The ongoing installation, Native Artists of Western North America, spans over one thousand years of artistic expression. It encompasses diverse peoples and places and provides a glimpse of the natural, cultural, and spiritual worlds of these Native artists from western North America. The works on view reveal the aesthetic sensibilities and technical mastery of the artists who made them: potters transform the earth into clays and pigments; weavers gather fiber from plants and animals; and carvers search for trees that will yield strong, even wood that can be chiseled, shaped, and smoothed.
The installation is punctuated by several large wood carvings, including a totem pole made by a Tsimshian artist(s), and a Haida bear figure that was once owned by Andy Warhol.
One early—and physically impressive —work that anchors the installation of Native Artists of Western North America is the de Young’s monumental totem pole. Known to generations of visitors, it is on view for the first time since the opening of the new de Young museum building. Made for sale by a Tsimshian carver, the pole depicts, from top to bottom: an eagle, an orca, a grizzly bear, and a sculpin. The grizzly bear holds a human figure upside down by its feet. A compelling detail on the pole can be spotted only from afar: a small human face peers out of the orca’s blowhole, perhaps the subject of the eagle’s hungry gaze.
The totem pole was donated to the museums in 1900 by Captain Gustave Niebaum, a cofounder of the Alaska Commercial Company and the former owner of Inglenook Winery in Rutherford, California. It was first installed in the North American Indian Hall of the original Memorial Museum building, placed, remarkably, above a doorway between galleries.
Installation view of Native Artists of Western North America showing totem pole and bear effigy
In front of the totem pole sits another large sculpture from the Northwest Coast: a bear effigy carved in the late nineteenth century by a Haida artist. The impressive work, once in the personal collection of Andy Warhol, was donated to the museums in 2013 by the Thomas W. Weisel Family. The bear is rendered at about half-scale and was likely part of a tall wooden post. It would have represented the crest of the artist, his patron, or his community. This bear was an expression of identity and status and is a testament to the knowledge and skill of its makers.
Haida artist, Bear effigy, ca. 1870. Canada, Haida Gwaii. Yellow cedar and pigment. Length: 44 1/2 in. (113 cm). Fine Arts Museums of San Francisco, Gift of the Thomas W. Weisel Family, 2013.76.126
Both this sculpture and the totem pole were expertly carved from the trunks of cedar trees. Not just any cedar could have been used for such robust sculptures. A specialist must have searched the forests for a tree that was tall and straight, with even grain and minimal knots, which grew close enough to a body of water in order to transport it back to the carver.
Hillary Olcott is Assistant Curator, Arts of Africa, Oceania, and the Americas. Text adapted from “A New Installation at the de Young: Native Artists of Western North America” in Tribal Art, Summer 2018.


Would you print the records below word for word, without the pictures?

[Supplied records — start]

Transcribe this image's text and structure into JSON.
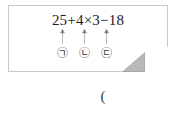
{
  "problem": {
    "expression": "25+4×3−18",
    "operands": [
      "25",
      "4",
      "3",
      "18"
    ],
    "operators": [
      "+",
      "×",
      "−"
    ],
    "markers": [
      {
        "symbol": "㉠",
        "letter": "ㄱ",
        "points_to": "+"
      },
      {
        "symbol": "㉡",
        "letter": "ㄴ",
        "points_to": "×"
      },
      {
        "symbol": "㉢",
        "letter": "ㄷ",
        "points_to": "−"
      }
    ],
    "answer_prompt": "(",
    "box": {
      "style": "folded-corner-note",
      "border_color": "#c9c9c9",
      "fold_color": "#b9b9b9",
      "background": "#ffffff"
    },
    "text_color": "#1c1c1c"
  }
}
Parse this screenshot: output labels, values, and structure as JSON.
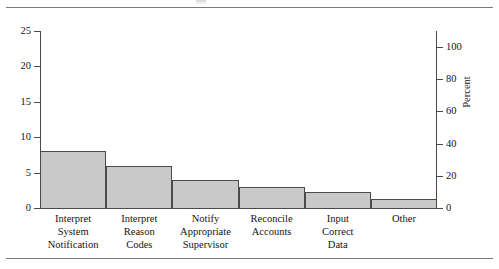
{
  "figure": {
    "top_rule": "horizontal-rule",
    "bottom_rule": "horizontal-rule"
  },
  "chart_data": {
    "type": "bar",
    "title": "",
    "xlabel": "",
    "ylabel": "",
    "categories": [
      "Interpret System Notification",
      "Interpret Reason Codes",
      "Notify Appropriate Supervisor",
      "Reconcile Accounts",
      "Input Correct Data",
      "Other"
    ],
    "category_lines": [
      [
        "Interpret",
        "System",
        "Notification"
      ],
      [
        "Interpret",
        "Reason",
        "Codes"
      ],
      [
        "Notify",
        "Appropriate",
        "Supervisor"
      ],
      [
        "Reconcile",
        "Accounts"
      ],
      [
        "Input",
        "Correct",
        "Data"
      ],
      [
        "Other"
      ]
    ],
    "values": [
      8,
      6,
      4,
      3,
      2.2,
      1.3
    ],
    "ylim": [
      0,
      25
    ],
    "yticks": [
      0,
      5,
      10,
      15,
      20,
      25
    ],
    "ytick_labels": [
      "0",
      "5",
      "10",
      "15",
      "20",
      "25"
    ],
    "y2lim": [
      0,
      110
    ],
    "y2ticks": [
      0,
      20,
      40,
      60,
      80,
      100
    ],
    "y2tick_labels": [
      "0",
      "20",
      "40",
      "60",
      "80",
      "100"
    ],
    "y2label": "Percent",
    "grid": false,
    "legend": null,
    "bar_fill": "#c9c9c9",
    "bar_edge": "#4b4b4b",
    "axis_color": "#4a4a4a"
  }
}
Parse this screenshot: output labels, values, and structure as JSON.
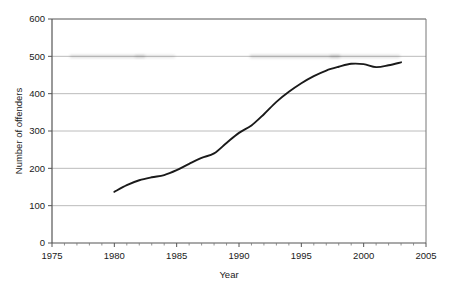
{
  "chart_data": {
    "type": "line",
    "title": "",
    "xlabel": "Year",
    "ylabel": "Number of offenders",
    "xlim": [
      1975,
      2005
    ],
    "ylim": [
      0,
      600
    ],
    "grid": true,
    "legend": false,
    "x_ticks": [
      "1975",
      "1980",
      "1985",
      "1990",
      "1995",
      "2000",
      "2005"
    ],
    "x_tick_values": [
      1975,
      1980,
      1985,
      1990,
      1995,
      2000,
      2005
    ],
    "x_minor_tick_interval": 1,
    "y_ticks": [
      "0",
      "100",
      "200",
      "300",
      "400",
      "500",
      "600"
    ],
    "y_tick_values": [
      0,
      100,
      200,
      300,
      400,
      500,
      600
    ],
    "line_color": "#1a1a1a",
    "grid_color": "#b4b4b4",
    "axis_color": "#555555",
    "series": [
      {
        "name": "Number of offenders",
        "x": [
          1980,
          1981,
          1982,
          1983,
          1984,
          1985,
          1986,
          1987,
          1988,
          1989,
          1990,
          1991,
          1992,
          1993,
          1994,
          1995,
          1996,
          1997,
          1998,
          1999,
          2000,
          2001,
          2002,
          2003
        ],
        "values": [
          137,
          155,
          168,
          176,
          182,
          195,
          212,
          228,
          240,
          268,
          295,
          315,
          345,
          378,
          405,
          428,
          447,
          462,
          472,
          480,
          479,
          471,
          476,
          484
        ]
      }
    ]
  },
  "figure": {
    "background": "#ffffff",
    "plot_left": 52,
    "plot_right": 426,
    "plot_top": 19,
    "plot_bottom": 243
  }
}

[Supplied records — finish]

**Solution to the exercise:**
Transcribe this image's text and structure into JSON.
{
  "problem": {
    "expression": "25+4×3−18",
    "operands": [
      "25",
      "4",
      "3",
      "18"
    ],
    "operators": [
      "+",
      "×",
      "−"
    ],
    "markers": [
      {
        "symbol": "㉠",
        "letter": "ㄱ",
        "points_to": "+"
      },
      {
        "symbol": "㉡",
        "letter": "ㄴ",
        "points_to": "×"
      },
      {
        "symbol": "㉢",
        "letter": "ㄷ",
        "points_to": "−"
      }
    ],
    "answer_prompt": "(",
    "box": {
      "style": "folded-corner-note",
      "border_color": "#c9c9c9",
      "fold_color": "#b9b9b9",
      "background": "#ffffff"
    },
    "text_color": "#1c1c1c"
  }
}
Parse this screenshot: output labels, values, and structure as JSON.
{
  "figure": {
    "top_rule": "horizontal-rule",
    "bottom_rule": "horizontal-rule"
  },
  "chart_data": {
    "type": "bar",
    "title": "",
    "xlabel": "",
    "ylabel": "",
    "categories": [
      "Interpret System Notification",
      "Interpret Reason Codes",
      "Notify Appropriate Supervisor",
      "Reconcile Accounts",
      "Input Correct Data",
      "Other"
    ],
    "category_lines": [
      [
        "Interpret",
        "System",
        "Notification"
      ],
      [
        "Interpret",
        "Reason",
        "Codes"
      ],
      [
        "Notify",
        "Appropriate",
        "Supervisor"
      ],
      [
        "Reconcile",
        "Accounts"
      ],
      [
        "Input",
        "Correct",
        "Data"
      ],
      [
        "Other"
      ]
    ],
    "values": [
      8,
      6,
      4,
      3,
      2.2,
      1.3
    ],
    "ylim": [
      0,
      25
    ],
    "yticks": [
      0,
      5,
      10,
      15,
      20,
      25
    ],
    "ytick_labels": [
      "0",
      "5",
      "10",
      "15",
      "20",
      "25"
    ],
    "y2lim": [
      0,
      110
    ],
    "y2ticks": [
      0,
      20,
      40,
      60,
      80,
      100
    ],
    "y2tick_labels": [
      "0",
      "20",
      "40",
      "60",
      "80",
      "100"
    ],
    "y2label": "Percent",
    "grid": false,
    "legend": null,
    "bar_fill": "#c9c9c9",
    "bar_edge": "#4b4b4b",
    "axis_color": "#4a4a4a"
  }
}
Parse this screenshot: output labels, values, and structure as JSON.
{
  "chart_data": {
    "type": "line",
    "title": "",
    "xlabel": "Year",
    "ylabel": "Number of offenders",
    "xlim": [
      1975,
      2005
    ],
    "ylim": [
      0,
      600
    ],
    "grid": true,
    "legend": false,
    "x_ticks": [
      "1975",
      "1980",
      "1985",
      "1990",
      "1995",
      "2000",
      "2005"
    ],
    "x_tick_values": [
      1975,
      1980,
      1985,
      1990,
      1995,
      2000,
      2005
    ],
    "x_minor_tick_interval": 1,
    "y_ticks": [
      "0",
      "100",
      "200",
      "300",
      "400",
      "500",
      "600"
    ],
    "y_tick_values": [
      0,
      100,
      200,
      300,
      400,
      500,
      600
    ],
    "line_color": "#1a1a1a",
    "grid_color": "#b4b4b4",
    "axis_color": "#555555",
    "series": [
      {
        "name": "Number of offenders",
        "x": [
          1980,
          1981,
          1982,
          1983,
          1984,
          1985,
          1986,
          1987,
          1988,
          1989,
          1990,
          1991,
          1992,
          1993,
          1994,
          1995,
          1996,
          1997,
          1998,
          1999,
          2000,
          2001,
          2002,
          2003
        ],
        "values": [
          137,
          155,
          168,
          176,
          182,
          195,
          212,
          228,
          240,
          268,
          295,
          315,
          345,
          378,
          405,
          428,
          447,
          462,
          472,
          480,
          479,
          471,
          476,
          484
        ]
      }
    ]
  },
  "figure": {
    "background": "#ffffff",
    "plot_left": 52,
    "plot_right": 426,
    "plot_top": 19,
    "plot_bottom": 243
  }
}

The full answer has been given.